Blue Moon Critique: The Actor Ethan Hawke Shines in Director Richard Linklater's Heartbreaking Showbiz Parting Tale

Separating from the more famous colleague in a showbiz duo is a risky business. Larry David went through it. Likewise Andrew Ridgeley. Now, this witty and deeply sorrowful chamber piece from screenwriter Robert Kaplow and filmmaker Richard Linklater tells the all but unbearable story of Broadway lyricist Lorenz Hart right after his split from composer Richard Rodgers. He is played with campy brilliance, an notable toupee and simulated diminutiveness by Ethan Hawke, who is regularly digitally reduced in height – but is also sometimes shot placed in an hidden depression to stare up wistfully at more statuesque figures, facing Hart’s vertical challenge as actor José Ferrer in the past acted the diminutive Toulouse-Lautrec.

Complex Character and Elements

Hawke earns big, world-weary laughs with Hart’s riffs on the subtle queer themes of the film Casablanca and the cheesily upbeat stage show he’s just been to see, with all the lariat-wielding cowhands; he bitingly labels it Okla-gay. The orientation of Hart is multifaceted: this picture effectively triangulates his homosexuality with the heterosexual image created for him in the 1948 musical the musical Words and Music (with Mickey Rooney playing Lorenz Hart); it shrewdly deduces a kind of bisexuality from the lyricist's writings to his protégée: young Yale student and would-be stage designer Weiland, played here with heedless girlishness by actress Margaret Qualley.

Being a member of the legendary New York theater composing duo with composer Rodgers, Lorenz Hart was in charge of incomparable songs like the song The Lady Is a Tramp, the tune Manhattan, the beloved My Funny Valentine and of course Blue Moon. But frustrated by the lyricist's addiction, inconsistency and melancholic episodes, Rodgers severed ties with him and joined forces with the writer Oscar Hammerstein II to compose Oklahoma! and then a raft of stage and screen smashes.

Emotional Depth

The picture conceives the profoundly saddened Hart in the musical Oklahoma!'s premiere Manhattan spectators in the year 1943, gazing with envious despair as the show proceeds, loathing its mild sappiness, hating the exclamation point at the end of the title, but heartsinkingly aware of how lethally effective it is. He understands a hit when he sees one – and senses himself falling into unsuccessfulness.

Prior to the intermission, Hart unhappily departs and makes his way to the pub at the venue Sardi's where the rest of the film takes place, and expects the (unavoidably) successful Oklahoma! cast to show up for their after-party. He realizes it is his showbiz duty to compliment Rodgers, to feign all is well. With smooth moderation, actor Andrew Scott acts as Rodgers, clearly embarrassed at what they both know is the lyricist's shame; he offers a sop to his self-esteem in the form of a brief assignment composing fresh songs for their current production A Connecticut Yankee, which just exacerbates the situation.

  • The performer Bobby Cannavale acts as the bartender who in traditional style listens sympathetically to Hart's monologues of vinegary despair
  • The thespian Patrick Kennedy plays writer EB White, to whom Lorenz Hart unintentionally offers the notion for his youth literature Stuart Little
  • Margaret Qualley plays Elizabeth Weiland, the impossibly gorgeous Yale attendee with whom the movie envisions Hart to be complexly and self-destructively in adoration

Hart has already been jilted by Richard Rodgers. Certainly the universe can’t be so cruel as to get him jilted by Elizabeth Weiland as well? But Margaret Qualley mercilessly depicts a young woman who wants Hart to be the laughing, platonic friend to whom she can confide her exploits with boys – as well of course the theater industry influencer who can promote her occupation.

Acting Excellence

Hawke shows that Hart partly takes observational satisfaction in listening to these boys but he is also truly, sadly infatuated with Weiland and the film tells us about something seldom addressed in films about the realm of stage musicals or the films: the terrible overlap between occupational and affectionate loss. Yet at some level, Hart is defiantly aware that what he has accomplished will endure. It's an outstanding portrayal from Ethan Hawke. This may turn into a live show – but who will write the numbers?

The movie Blue Moon was shown at the London movie festival; it is out on the 17th of October in the United States, 14 November in the United Kingdom and on the 29th of January in the land down under.

Emily Brown
Emily Brown

A passionate writer and productivity coach dedicated to helping others achieve their goals through mindful practices.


• About this task: Reproduce the opening lines of the records exactly, please, stopping after the line that contains "The image size is (1001, 469).".

★ ★ ★ ★ ★ ★ ★

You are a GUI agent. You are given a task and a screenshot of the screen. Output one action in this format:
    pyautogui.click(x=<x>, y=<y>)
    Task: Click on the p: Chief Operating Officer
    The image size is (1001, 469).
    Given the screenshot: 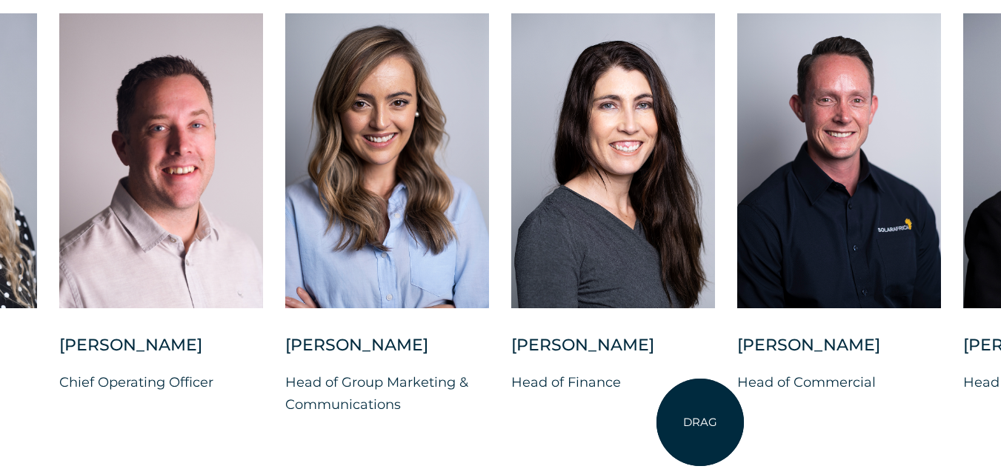 What is the action you would take?
    pyautogui.click(x=161, y=382)
    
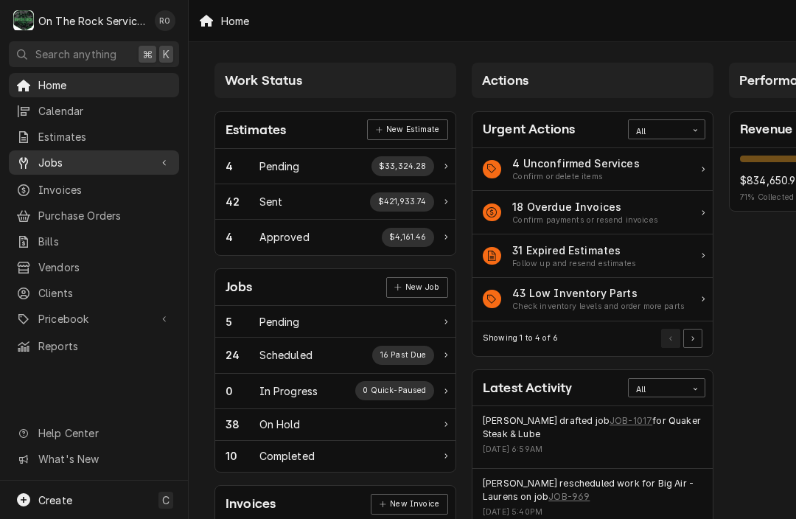  What do you see at coordinates (166, 54) in the screenshot?
I see `span: K` at bounding box center [166, 54].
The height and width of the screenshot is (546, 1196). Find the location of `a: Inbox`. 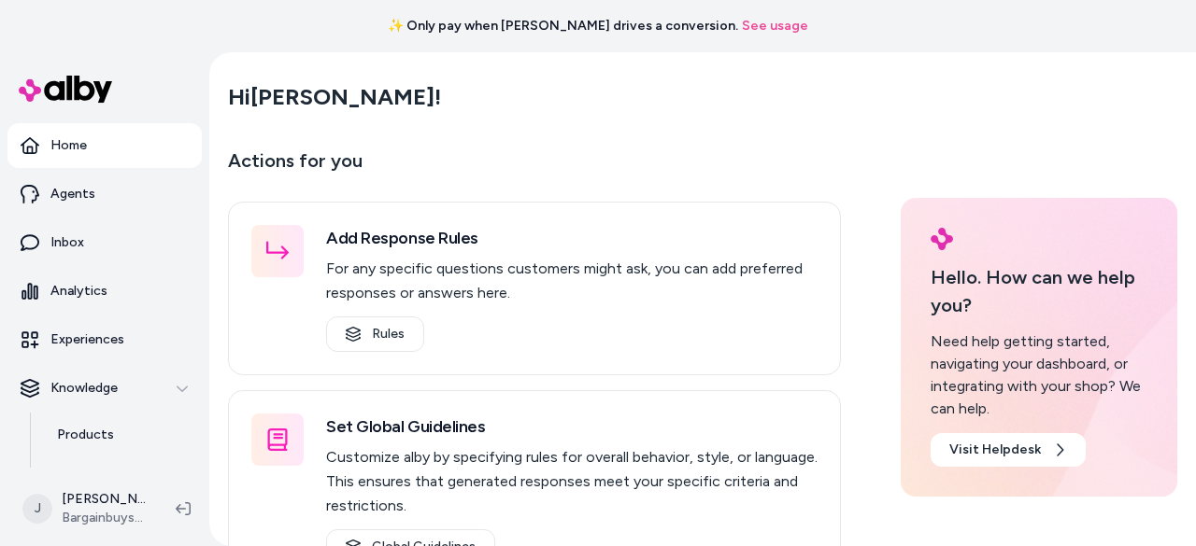

a: Inbox is located at coordinates (105, 243).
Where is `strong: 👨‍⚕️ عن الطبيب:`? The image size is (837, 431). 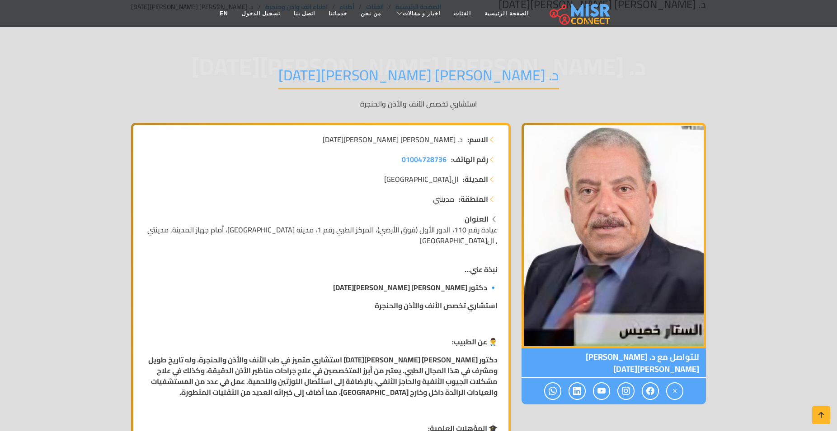 strong: 👨‍⚕️ عن الطبيب: is located at coordinates (474, 342).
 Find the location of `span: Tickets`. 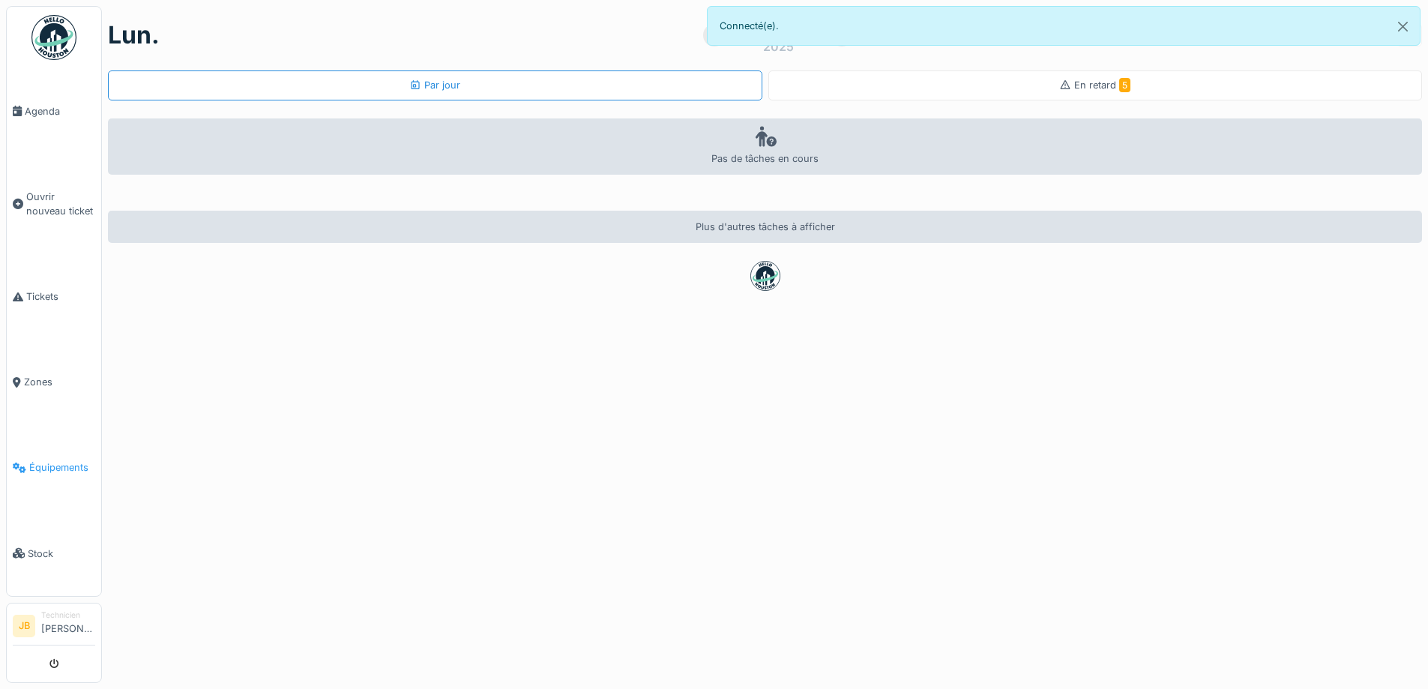

span: Tickets is located at coordinates (61, 296).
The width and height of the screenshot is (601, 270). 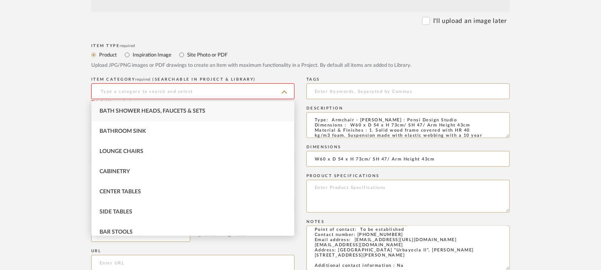 What do you see at coordinates (300, 46) in the screenshot?
I see `div: Item Type` at bounding box center [300, 46].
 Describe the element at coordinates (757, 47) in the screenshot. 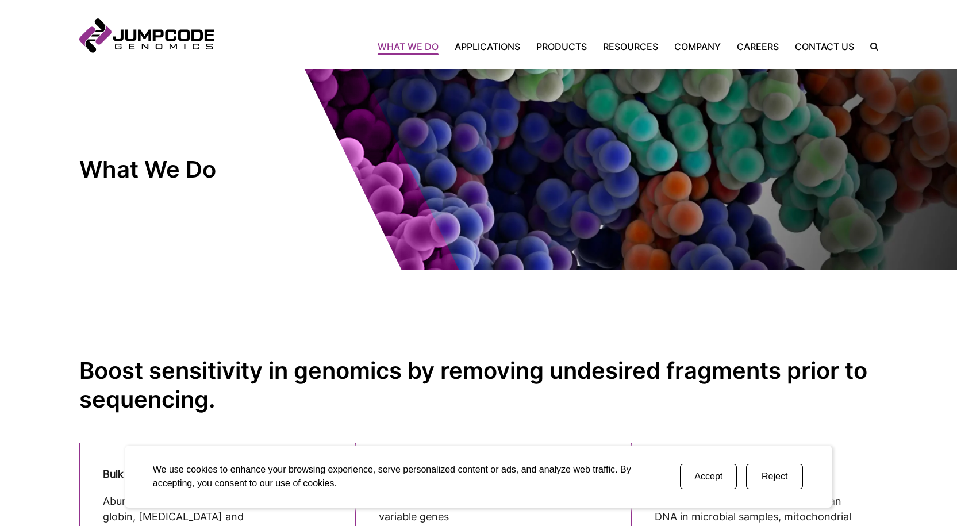

I see `a: Careers` at that location.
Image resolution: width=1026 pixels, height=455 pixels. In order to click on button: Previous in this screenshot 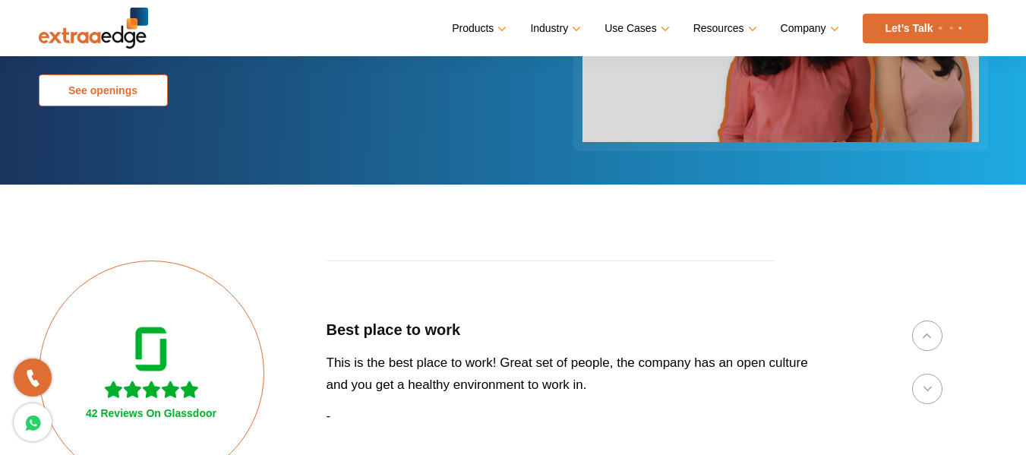, I will do `click(928, 336)`.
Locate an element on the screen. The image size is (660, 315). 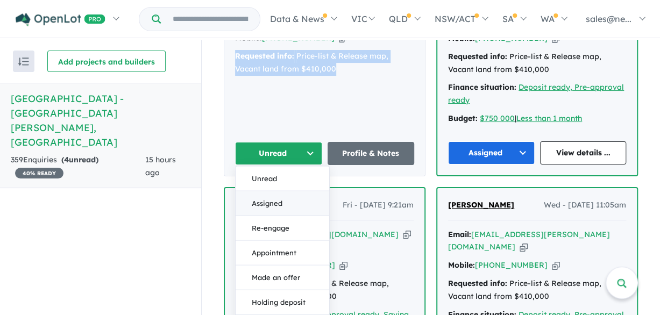
span: 40 % READY is located at coordinates (39, 173).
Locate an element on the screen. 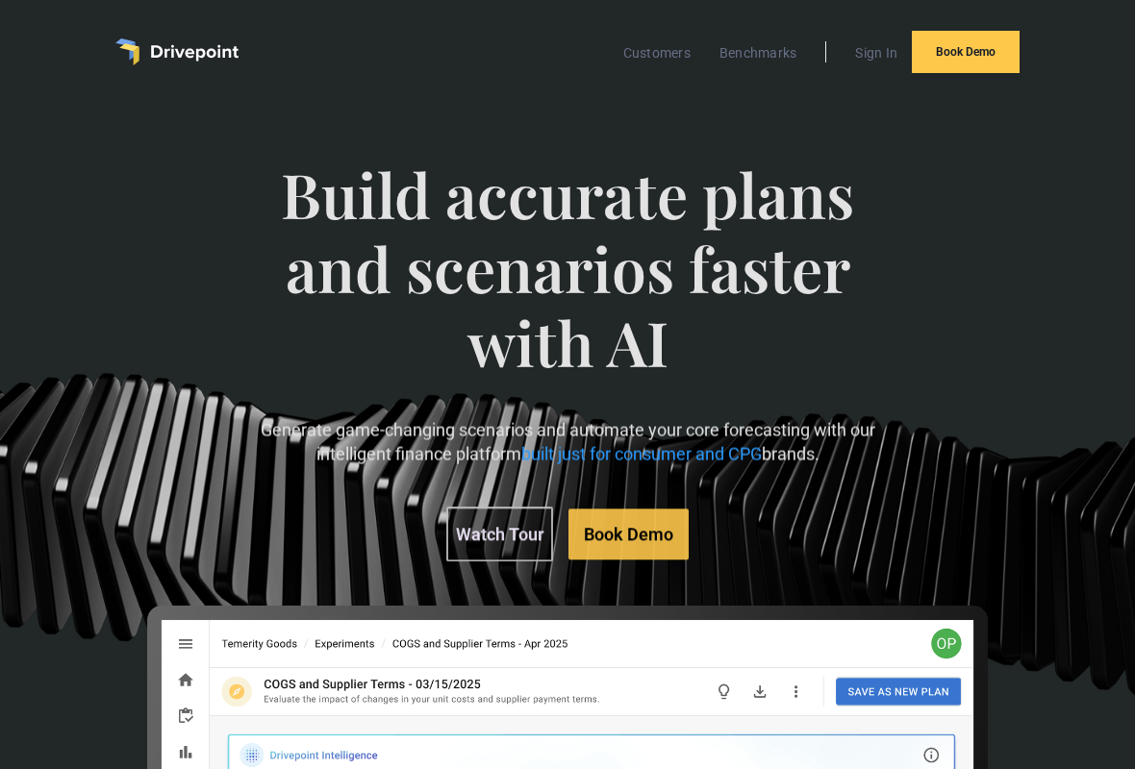  a: Benchmarks is located at coordinates (758, 53).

★ ★ ★ ★ ★ ★ ★

• Answer area:
You are a GUI agent. You are given a task and a screenshot of the screen. Output one action in this format:
    pyautogui.click(x=<x>, y=<y>)
    Task: Click on the p: Chief Operating Officer
    The image size is (1001, 469).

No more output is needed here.